In U.S. v. Karo in 1984, a beeper case, the court worried about the prospect of "indiscriminate monitoring by electronic device." Indiscriminate monitoring by simply following a suspect around on public streets in a police car would be permissible, but electrons somehow engage the Fourth Amendment.
In Kyllo v. U.S. in 2001, the court rejected an officer's use of a thermovision imager to measure the radiant heat in the air outside a grow house. Why? Because officers had enhanced their human senses with technology: "Obtaining by sense-enhancing technology any information regarding the interior of the home that could not otherwise have been obtained without physical intrusion constitutes a search." And police use of technological devices "not in general public use," Justice Scalia wrote for the court, makes the search unreasonable. (Apparently, Justice Scalia had not seen the frequent Cadillac commercials showing that a thermo-imager in the car's grille could show Bambi darting in front of a nighttime driver.)

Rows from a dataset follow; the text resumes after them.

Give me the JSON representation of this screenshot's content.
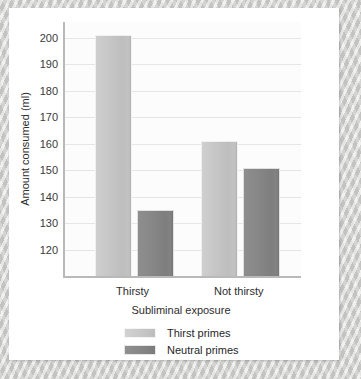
{
  "chart_data": {
    "type": "bar",
    "title": "",
    "xlabel": "Subliminal exposure",
    "ylabel": "Amount consumed (ml)",
    "categories": [
      "Thirsty",
      "Not thirsty"
    ],
    "series": [
      {
        "name": "Thirst primes",
        "values": [
          201,
          161
        ],
        "color": "#c6c6c6"
      },
      {
        "name": "Neutral primes",
        "values": [
          135,
          151
        ],
        "color": "#858585"
      }
    ],
    "ylim": [
      110,
      206
    ],
    "yticks": [
      120,
      130,
      140,
      150,
      160,
      170,
      180,
      190,
      200
    ],
    "ytick_labels": [
      "120",
      "130",
      "140",
      "150",
      "160",
      "170",
      "180",
      "190",
      "200"
    ],
    "grid": true,
    "legend_position": "bottom-center"
  },
  "legend": {
    "entries": [
      {
        "label": "Thirst primes",
        "swatch": "light-grey-swatch"
      },
      {
        "label": "Neutral primes",
        "swatch": "dark-grey-swatch"
      }
    ]
  }
}
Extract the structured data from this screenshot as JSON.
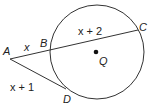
{
  "diagram": {
    "type": "secant-tangent circle figure",
    "points": {
      "A": {
        "label": "A",
        "x": 10,
        "y": 59
      },
      "B": {
        "label": "B",
        "x": 50,
        "y": 50
      },
      "C": {
        "label": "C",
        "x": 138,
        "y": 30
      },
      "D": {
        "label": "D",
        "x": 66,
        "y": 89
      },
      "Q": {
        "label": "Q",
        "x": 96,
        "y": 52
      }
    },
    "circle": {
      "cx": 97,
      "cy": 52,
      "r": 47,
      "center_label": "Q"
    },
    "segments": {
      "AB": {
        "label": "x"
      },
      "BC": {
        "label": "x + 2"
      },
      "AD": {
        "label": "x + 1"
      }
    },
    "colors": {
      "stroke": "#333333",
      "text": "#222222"
    }
  }
}
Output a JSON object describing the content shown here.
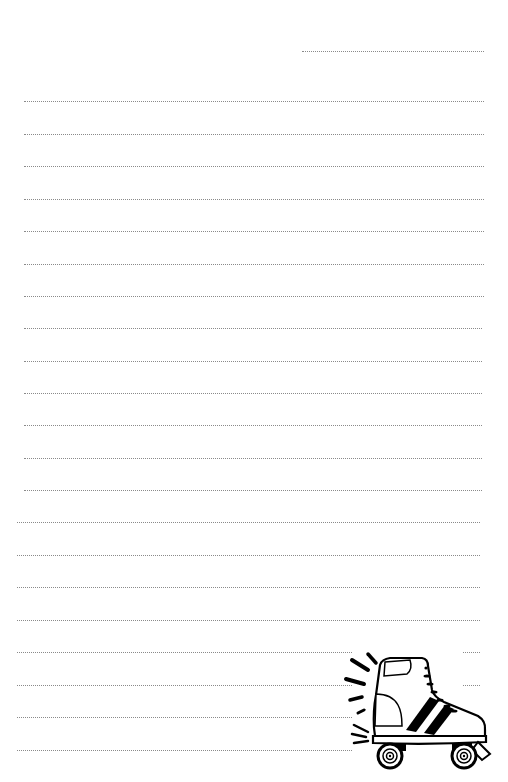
{
  "page": {
    "type": "lined-notepaper",
    "background": "#ffffff",
    "rule_color": "#8a8a8a",
    "rule_style": "dotted"
  },
  "header_rule": {
    "x1": 302,
    "x2": 484,
    "y": 51
  },
  "rules": [
    {
      "x1": 24,
      "x2": 484,
      "y": 101
    },
    {
      "x1": 24,
      "x2": 484,
      "y": 134
    },
    {
      "x1": 24,
      "x2": 484,
      "y": 166
    },
    {
      "x1": 24,
      "x2": 484,
      "y": 199
    },
    {
      "x1": 24,
      "x2": 484,
      "y": 231
    },
    {
      "x1": 24,
      "x2": 484,
      "y": 264
    },
    {
      "x1": 24,
      "x2": 484,
      "y": 296
    },
    {
      "x1": 24,
      "x2": 482,
      "y": 328
    },
    {
      "x1": 24,
      "x2": 482,
      "y": 361
    },
    {
      "x1": 24,
      "x2": 482,
      "y": 393
    },
    {
      "x1": 24,
      "x2": 482,
      "y": 425
    },
    {
      "x1": 24,
      "x2": 482,
      "y": 458
    },
    {
      "x1": 24,
      "x2": 482,
      "y": 490
    },
    {
      "x1": 17,
      "x2": 480,
      "y": 522
    },
    {
      "x1": 17,
      "x2": 480,
      "y": 555
    },
    {
      "x1": 17,
      "x2": 480,
      "y": 587
    },
    {
      "x1": 17,
      "x2": 480,
      "y": 620
    },
    {
      "x1": 17,
      "x2": 480,
      "y": 652
    },
    {
      "x1": 17,
      "x2": 480,
      "y": 685
    },
    {
      "x1": 17,
      "x2": 480,
      "y": 717
    },
    {
      "x1": 17,
      "x2": 480,
      "y": 750
    }
  ],
  "illustration": {
    "name": "roller-skate",
    "position": "bottom-right",
    "colors": {
      "stroke": "#000000",
      "fill": "#ffffff"
    }
  }
}
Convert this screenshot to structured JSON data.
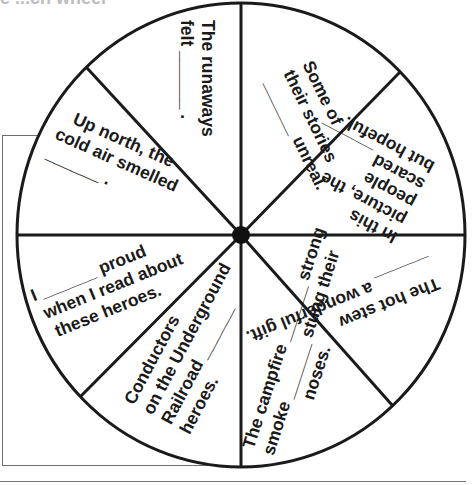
{
  "header": {
    "cut_off_text": "e ...ch wheel"
  },
  "wheel": {
    "center_dot": "spinner-center",
    "sectors": [
      {
        "id": "runaways",
        "lines": [
          "The runaways",
          "felt ______ ."
        ]
      },
      {
        "id": "stories",
        "lines": [
          "Some of",
          "their stories",
          "______ unreal."
        ]
      },
      {
        "id": "picture",
        "lines": [
          "In this",
          "picture, the",
          "people",
          "scared ______",
          "but hopeful."
        ]
      },
      {
        "id": "stew",
        "lines": [
          "The hot stew",
          "______ a wonderful gift."
        ]
      },
      {
        "id": "campfire",
        "lines": [
          "The campfire ______ strong",
          "smoke ______ stung their",
          "noses."
        ]
      },
      {
        "id": "conductors",
        "lines": [
          "Conductors",
          "on the Underground",
          "Railroad ______",
          "heroes."
        ]
      },
      {
        "id": "proud",
        "lines": [
          "I ______ proud",
          "when I read about",
          "these heroes."
        ]
      },
      {
        "id": "up-north",
        "lines": [
          "Up north, the",
          "cold air smelled",
          "______ ."
        ]
      }
    ]
  }
}
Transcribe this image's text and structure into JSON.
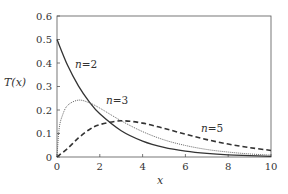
{
  "chart_data": {
    "type": "line",
    "title": "",
    "xlabel": "x",
    "ylabel": "T(x)",
    "xlim": [
      0,
      10
    ],
    "ylim": [
      0,
      0.6
    ],
    "xticks": [
      "0",
      "2",
      "4",
      "6",
      "8",
      "10"
    ],
    "yticks": [
      "0",
      "0.1",
      "0.2",
      "0.3",
      "0.4",
      "0.5",
      "0.6"
    ],
    "grid": false,
    "legend": "none (inline curve labels)",
    "series": [
      {
        "name": "n=2",
        "style": "solid",
        "x": [
          0,
          0.5,
          1,
          1.5,
          2,
          3,
          4,
          5,
          6,
          7,
          8,
          9,
          10
        ],
        "values": [
          0.5,
          0.389,
          0.303,
          0.236,
          0.184,
          0.112,
          0.068,
          0.041,
          0.025,
          0.015,
          0.009,
          0.006,
          0.003
        ]
      },
      {
        "name": "n=3",
        "style": "dotted",
        "x": [
          0,
          0.1,
          0.25,
          0.5,
          1,
          1.5,
          2,
          3,
          4,
          5,
          6,
          7,
          8,
          9,
          10
        ],
        "values": [
          0,
          0.12,
          0.176,
          0.22,
          0.242,
          0.231,
          0.208,
          0.154,
          0.108,
          0.073,
          0.049,
          0.032,
          0.021,
          0.013,
          0.008
        ]
      },
      {
        "name": "n=5",
        "style": "dashed",
        "x": [
          0,
          0.5,
          1,
          1.5,
          2,
          3,
          4,
          5,
          6,
          7,
          8,
          9,
          10
        ],
        "values": [
          0,
          0.037,
          0.081,
          0.116,
          0.138,
          0.154,
          0.144,
          0.122,
          0.097,
          0.074,
          0.055,
          0.04,
          0.028
        ]
      }
    ],
    "annotations": [
      {
        "text": "n=2",
        "x": 1.3,
        "y": 0.45
      },
      {
        "text": "n=3",
        "x": 3.0,
        "y": 0.27
      },
      {
        "text": "n=5",
        "x": 7.0,
        "y": 0.17
      }
    ]
  },
  "labels": {
    "x_axis": "x",
    "y_axis": "T(x)",
    "n2_var": "n",
    "n2_val": "=2",
    "n3_var": "n",
    "n3_val": "=3",
    "n5_var": "n",
    "n5_val": "=5"
  }
}
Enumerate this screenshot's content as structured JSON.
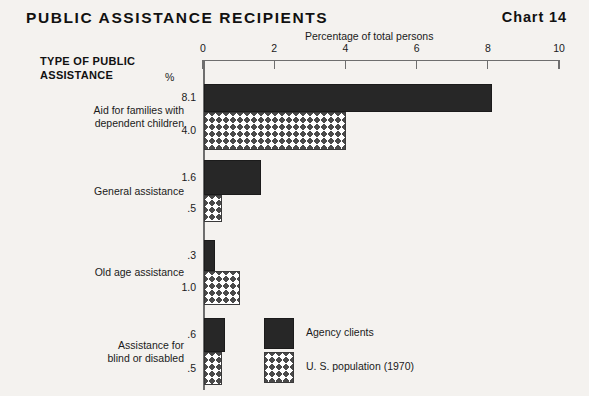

And in Ontario v. Quon in 2010, the court's decision said that "The court must proceed with care when considering communications made on electronic equipment" because of "rapid changes in the dynamics of communication and information transmission." Clearly, police use of technology to catch criminals makes the Supreme Court nervous. This brings us to 2012 and the recent decision on GPS tracking.
Jones v. U.S.
Antoine Jones, described in the Supreme Court's opinion merely as the "owner and operator of a nightclub in the District of Columbia," was actually charged with and convicted of possessing and conspiring to distribute 97 kilos of cocaine and one kilo of cocaine base; cash totaling $850,000 was found in his stash house (all of which would seem to make him a major narcotics trafficker-not simply a local businessman). But never mind Jones's crimes-let's just focus on whether the police unfairly used technology to catch him.
Task force officers applied for and obtained a search warrant authorizing the installation of a global positioning satellite tracking device on Jones's Jeep. The warrant carried a 10-day limit for installation within the District of Columbia; instead, the device was attached 11 days later, when the Jeep was parked in a Maryland parking lot. Jones's movements were monitored by GPS surveillance for 28 days. Evidence gained from the tracking was used to support his conviction for which, in light of his lengthy record, he received a sentence of life imprisonment. Jones appealed.